Joseph Campbell has some excellent material on this, though I don’t think he quite goes far enough.  For him, religious thinking is fundamentally metaphorical: it is obviously false on the surface so that it leads the mind quickly to its referent, which is literally inconceivable.  The problem with this is that so many of the mythic information appears to be quite conceivable: duality vs. nonduality, immanence and transcendence, etc.  Even the transcendent ideas can be made into ideas that are explainable easily enough.  That doesn’t really fully explain the whole religious phenomenon.  But his story of dealing with stupid secularists is illustrative of the problem.  And being his puckish self, he gives it to the religionists too.

When the first volume of my Historical Atlas of World Mythology:The Way of the Animal Powers came out, the publishers sent me on a publicity tour. This is the worst kind of all possible tours because you move unwillingly to those disc jockeys and newspaper people, themselves unwilling to read the book they are supposed to talk to you about, in order to give it public visibility.

The first question I would be asked was always, “What is a myth?” That is a fine beginning for an intelligent conversation. In one city, however, I walked into a broadcasting station for a live half-hour program where the interviewer was a young, smart-looking man who immediately warned me, “I’m tough, I put it right to you. I’ve studied law.”

The red light went on and he began argumentatively, “The word ‘myth,’ means ‘a lie.’ Myth is a lie.”

So I replied with my definition of myth. “No, myth is not a lie. A whole mythology is an organization of symbolic images and narratives, metaphorical of the possibilities of human experience and the fulfillment of a given culture at a given time.”

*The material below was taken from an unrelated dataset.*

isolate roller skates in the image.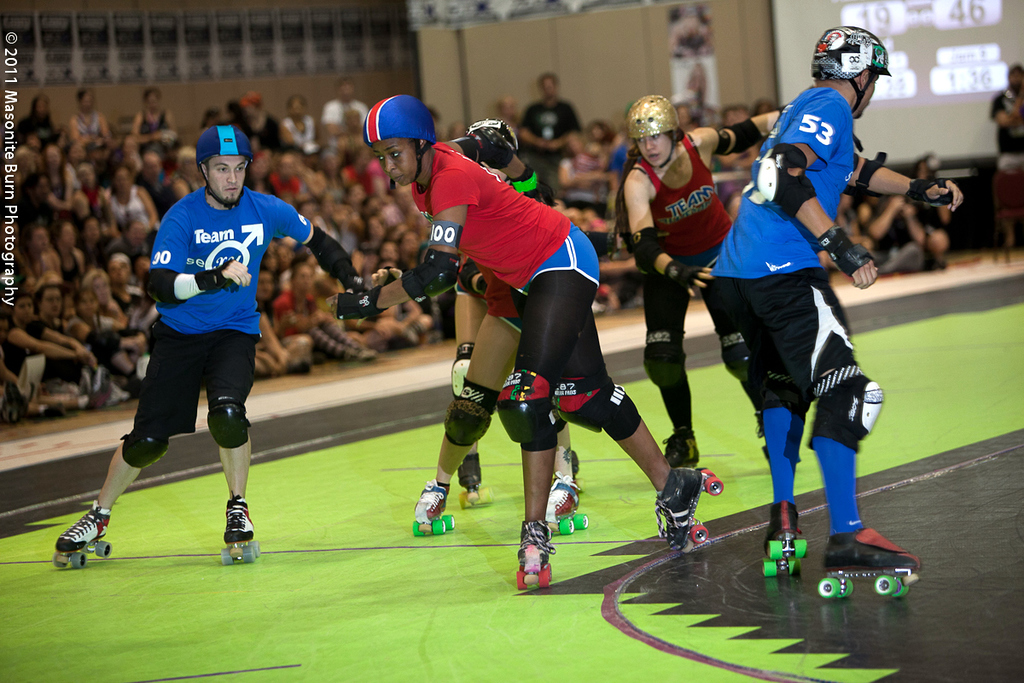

“It’s a lie,” he countered.

“It’s a metaphor.”

“It’s a lie.”

This went on for about twenty minutes. Around four or five minutes before the end of the program, I realized that this interviewer did not really know what a metaphor was. I decided to treat him as he was treating me. “No,” I said, “I tell you it’s metaphorical. You give me an example of a metaphor.”

He replied, “You give me an example.”

I resisted, “No, I’m asking the question this time.” I had not taught school for thirty years for nothing. “And I want you to give me an example of a metaphor.”

The interviewer was utterly baffled and even went so far as to say, “Let’s get in touch with some school teacher.” Finally, with something like a minute and a half to go, he rose to the occasion and said, “I’ll try. My friend John runs very fast. People say he runs like a deer. There’s a metaphor.”

As the last seconds of the interview ticked off, I replied, “That is not the metaphor. The metaphor is: John is a deer.”

He shot back, “That’s a lie.”

“No,” I said, “That is a metaphor.”

And the show ended. What does that incident suggest about our common understanding of metaphor?

It made me reflect that half the people in the world think that the metaphors of their religious traditions, for example, are facts. And the other half contends that they are not facts at all. As a result we have people who consider themselves believers because they accept metaphors as facts, and we have others who classify themselves as atheists because they think religious metaphors are lies.

That is why most of the debate between these two groups is so utterly uninteresting.  But that does not mean it has no consequences.